I work in the children’s and young adult book world and have been deeply involved in it for all of my adult life (since college, where I got an English Literature degree specializing in children’s books). It is unsurprising then that I have a lot of thoughts on the various ways that children’s and YA books are marketed, reviewed, and otherwise seen throughout the wider world.
Lately, there’s been a huge movement in especially YA to prioritize and almost fetishize books about basically any minority identity that were written by a person identifying as that specific identity. For example, books about Muslim teens by Muslim authors, books about transgender kids by transgender authors, etc. This movement is often shorthanded as OwnVoices.
On the face of it, I have no problem with this idea. Of course people of disadvantaged populations should write about their experiences. People of all populations should. The more voices we have, the richer our literary landscape will be. Stories are important and should come from all sources.
But the movement tends to be pretty critical, often downright cruel, to anyone writing outside of their experience. A black woman can write about black girls, but should an Asian woman? What about a heterosexual man writing about gay teens? They haven’t lived those experiences, but does that mean they shouldn’t be allowed to create a story about them?

It seems like a problem to me that so many seem to want books to only be written by those who have lived all of the experiences within the story. Or at least, all of the main character’s experiences. John Green has never been a teenage girl with Cancer, yet he painted a beautiful and complex picture of that experience with The Fault in Our Stars. Wendy Mass wrote a beautiful and insightful book about a girl with synesthesia in A Mango-Shaped Space, but does not have the condition herself. Both have woven fascinating stories that many with the conditions they describe say feel authentic, but neither has experienced it.
I would love to see more books about all kinds of identities written by all kinds of people. Maybe writing about the Latino experience would help non-Latinos connect better to it. Having more LGBTQ+ characters in literature by people who don’t specifically identify on that spectrum would create more great stories, and certainly be beneficial to writers of group casts. David Levithan is one of my favorite YA romance writers and he has written both gay and straight romances. Which is he? No clue, but even bisexual people aren’t both in terms of experience, so he clearly can’t match all of his characters. Yet the gay teens and the heterosexual ones are equally real feeling and the romances are equally dreamy and romantic.
I guess what I am saying is that it worries me that we’re focusing so much on the supposed credibility that OwnVoices offers. I can’t write for all white women – my experience is not universal even within that identity. So what makes us think that anyone else can for any other identity? I certainly don’t relate to nearly all of the characters I have encountered who share my identity categories! And sometimes I do relate strongly to characters who have very different heritages and identities from me. And why can’t, and shouldn’t, we stretch our understanding of the world by imagining stories outside of our identities? Isn’t that a *good* thing? Isn’t literature supposed to give us a window into other experiences as well?
Basically, I guess my point is that I want good stories with respectful portrayals of all kinds of people and I don’t honestly care who writes them. Someone can write a character with a shared identity badly as easily as a character who is different, and someone can write one well who is different. Just because someone is black, for example, doesn’t mean they will automatically write a black character well. We are no more guaranteed to get experiences of people who share an identity with us right than we are anyone else. Living it doesn’t mean telling it well automatically. And I know enough people who don’t respect themselves to know that even a respectful portrayal isn’t guaranteed.
It seems to me that the fetishization of OwnVoices is a growing concern as more and more books get “canceled” before they have even been published because someone (usually on Twitter) who feels like the author gets something wrong about a specific identity gets upset and screams, summoning a veritable pitchfork-wielding social media mob until the book gets pulled from publication.
One last major concern – I don’t think it’s fair to ask someone to “prove” their credibility by identifying themselves. Maybe they have a good reason to not want to share something personal, even if they wrote a story that came from that experience. The world isn’t exactly understanding of all identities!
I want good stories and I don’t care where they come from, so I am bothered that we are putting an artificial credibility check to storytelling. Besides, if an author shared every quality with every character they wrote, their characters would tend to get boring and we’d see a lot of very dull worlds, even if all different ones. I want characters who are white and Asian and black and gay and straight and transgender and cis-everything all in the same book as friends – and I don’t think you need a cast of half a dozen authors to create that story believably, respectfully, and interestingly!
For more on this topic, I recommend the article about How the OwnVoices Movement is Changing YA Literature at Refinery 29. It’s also worth looking at the related issues of “Cancel Culture”, which I found best analyzed in this video on Canceling by ContraPoints on YouTube.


TASK ITEM
Look through the records, and wherever the string "small" turns up, copy out that line.

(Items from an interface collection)
-- -- --

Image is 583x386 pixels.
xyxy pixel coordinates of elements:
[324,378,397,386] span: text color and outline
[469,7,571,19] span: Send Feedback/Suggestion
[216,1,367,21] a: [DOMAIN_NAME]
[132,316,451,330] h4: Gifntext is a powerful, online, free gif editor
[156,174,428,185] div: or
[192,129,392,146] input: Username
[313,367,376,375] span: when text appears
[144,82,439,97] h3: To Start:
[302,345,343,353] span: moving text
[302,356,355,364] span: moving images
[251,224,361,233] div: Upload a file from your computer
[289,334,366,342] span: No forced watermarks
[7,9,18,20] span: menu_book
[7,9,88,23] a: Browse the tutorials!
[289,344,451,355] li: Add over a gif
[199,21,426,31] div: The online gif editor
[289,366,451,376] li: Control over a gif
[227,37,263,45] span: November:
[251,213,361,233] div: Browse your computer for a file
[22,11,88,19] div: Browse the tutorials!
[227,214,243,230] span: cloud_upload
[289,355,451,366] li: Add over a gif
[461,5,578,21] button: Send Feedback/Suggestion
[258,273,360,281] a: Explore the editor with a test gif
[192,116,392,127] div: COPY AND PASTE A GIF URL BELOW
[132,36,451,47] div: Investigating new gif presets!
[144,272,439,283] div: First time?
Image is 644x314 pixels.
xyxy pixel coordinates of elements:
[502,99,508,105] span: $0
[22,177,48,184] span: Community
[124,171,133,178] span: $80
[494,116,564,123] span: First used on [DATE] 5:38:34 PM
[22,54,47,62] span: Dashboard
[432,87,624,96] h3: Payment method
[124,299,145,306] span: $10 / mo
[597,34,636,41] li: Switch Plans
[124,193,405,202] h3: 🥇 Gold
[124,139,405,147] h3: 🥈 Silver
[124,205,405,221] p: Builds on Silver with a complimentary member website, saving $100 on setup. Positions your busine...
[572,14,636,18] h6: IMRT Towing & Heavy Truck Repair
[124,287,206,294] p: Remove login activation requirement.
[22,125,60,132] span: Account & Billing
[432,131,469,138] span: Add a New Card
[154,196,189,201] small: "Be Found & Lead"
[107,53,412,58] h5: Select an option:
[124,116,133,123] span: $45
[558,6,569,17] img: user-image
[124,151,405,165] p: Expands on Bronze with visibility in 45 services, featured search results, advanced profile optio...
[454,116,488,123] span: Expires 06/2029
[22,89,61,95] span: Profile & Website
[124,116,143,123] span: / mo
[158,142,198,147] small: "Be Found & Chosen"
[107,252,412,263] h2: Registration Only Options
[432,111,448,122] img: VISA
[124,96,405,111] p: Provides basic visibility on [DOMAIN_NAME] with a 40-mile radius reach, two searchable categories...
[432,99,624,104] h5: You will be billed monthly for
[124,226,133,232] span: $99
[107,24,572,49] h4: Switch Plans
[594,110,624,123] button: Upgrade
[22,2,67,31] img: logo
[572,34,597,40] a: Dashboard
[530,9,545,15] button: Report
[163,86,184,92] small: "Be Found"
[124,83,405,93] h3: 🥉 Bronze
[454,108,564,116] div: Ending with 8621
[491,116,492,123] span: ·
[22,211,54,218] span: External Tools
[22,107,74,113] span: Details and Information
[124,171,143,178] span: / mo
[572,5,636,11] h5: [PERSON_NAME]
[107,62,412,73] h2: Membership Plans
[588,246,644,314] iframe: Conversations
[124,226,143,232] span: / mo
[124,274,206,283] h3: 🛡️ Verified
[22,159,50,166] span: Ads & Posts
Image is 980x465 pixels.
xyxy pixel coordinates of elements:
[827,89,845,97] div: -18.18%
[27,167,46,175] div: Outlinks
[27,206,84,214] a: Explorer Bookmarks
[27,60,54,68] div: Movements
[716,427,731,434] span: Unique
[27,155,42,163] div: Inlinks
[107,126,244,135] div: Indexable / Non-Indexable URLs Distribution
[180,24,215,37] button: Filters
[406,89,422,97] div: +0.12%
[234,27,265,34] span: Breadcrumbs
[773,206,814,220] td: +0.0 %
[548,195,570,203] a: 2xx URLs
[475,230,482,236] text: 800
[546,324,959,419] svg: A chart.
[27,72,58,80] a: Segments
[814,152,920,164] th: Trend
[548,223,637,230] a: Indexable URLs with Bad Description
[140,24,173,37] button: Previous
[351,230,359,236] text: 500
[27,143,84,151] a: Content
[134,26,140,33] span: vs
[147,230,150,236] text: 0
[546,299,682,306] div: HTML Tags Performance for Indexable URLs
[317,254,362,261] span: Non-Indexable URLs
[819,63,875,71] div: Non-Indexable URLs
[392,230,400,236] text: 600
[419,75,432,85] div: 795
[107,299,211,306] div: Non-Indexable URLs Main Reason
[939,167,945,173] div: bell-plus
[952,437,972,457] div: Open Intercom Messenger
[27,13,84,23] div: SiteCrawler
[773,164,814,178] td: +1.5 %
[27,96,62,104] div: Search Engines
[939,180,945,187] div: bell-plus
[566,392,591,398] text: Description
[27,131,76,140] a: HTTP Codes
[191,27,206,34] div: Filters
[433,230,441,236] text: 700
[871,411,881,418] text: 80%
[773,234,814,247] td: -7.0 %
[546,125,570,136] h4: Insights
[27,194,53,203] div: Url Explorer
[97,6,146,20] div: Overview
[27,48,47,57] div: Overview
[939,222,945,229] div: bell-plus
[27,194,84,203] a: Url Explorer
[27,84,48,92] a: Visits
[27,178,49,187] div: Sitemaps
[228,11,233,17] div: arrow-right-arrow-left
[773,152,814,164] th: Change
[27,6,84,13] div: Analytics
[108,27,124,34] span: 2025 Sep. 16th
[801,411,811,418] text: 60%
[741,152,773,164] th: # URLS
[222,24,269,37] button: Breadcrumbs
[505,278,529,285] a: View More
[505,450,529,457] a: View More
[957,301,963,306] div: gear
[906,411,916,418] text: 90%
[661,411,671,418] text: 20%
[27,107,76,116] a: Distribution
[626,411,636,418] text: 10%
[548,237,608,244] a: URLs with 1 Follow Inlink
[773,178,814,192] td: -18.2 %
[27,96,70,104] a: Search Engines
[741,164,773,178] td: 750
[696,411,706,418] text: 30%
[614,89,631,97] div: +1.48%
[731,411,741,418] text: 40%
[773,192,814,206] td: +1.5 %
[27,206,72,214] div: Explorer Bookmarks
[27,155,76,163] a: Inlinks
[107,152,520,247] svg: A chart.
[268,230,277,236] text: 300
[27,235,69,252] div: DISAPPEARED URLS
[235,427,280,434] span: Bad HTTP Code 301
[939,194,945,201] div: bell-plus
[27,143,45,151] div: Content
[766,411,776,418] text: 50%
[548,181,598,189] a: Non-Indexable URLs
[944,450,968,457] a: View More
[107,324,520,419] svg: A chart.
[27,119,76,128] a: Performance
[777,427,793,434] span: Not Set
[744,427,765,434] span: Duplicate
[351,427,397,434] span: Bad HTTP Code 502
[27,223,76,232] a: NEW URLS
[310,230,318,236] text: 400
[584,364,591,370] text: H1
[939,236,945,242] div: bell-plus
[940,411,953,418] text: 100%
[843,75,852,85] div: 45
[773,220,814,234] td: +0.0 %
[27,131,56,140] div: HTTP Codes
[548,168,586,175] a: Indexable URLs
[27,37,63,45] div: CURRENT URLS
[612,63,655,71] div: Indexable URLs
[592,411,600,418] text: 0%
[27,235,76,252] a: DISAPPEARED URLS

-- -- --

ANSWER BOX
[154,196,189,201] small: "Be Found & Lead"
[158,142,198,147] small: "Be Found & Chosen"
[163,86,184,92] small: "Be Found"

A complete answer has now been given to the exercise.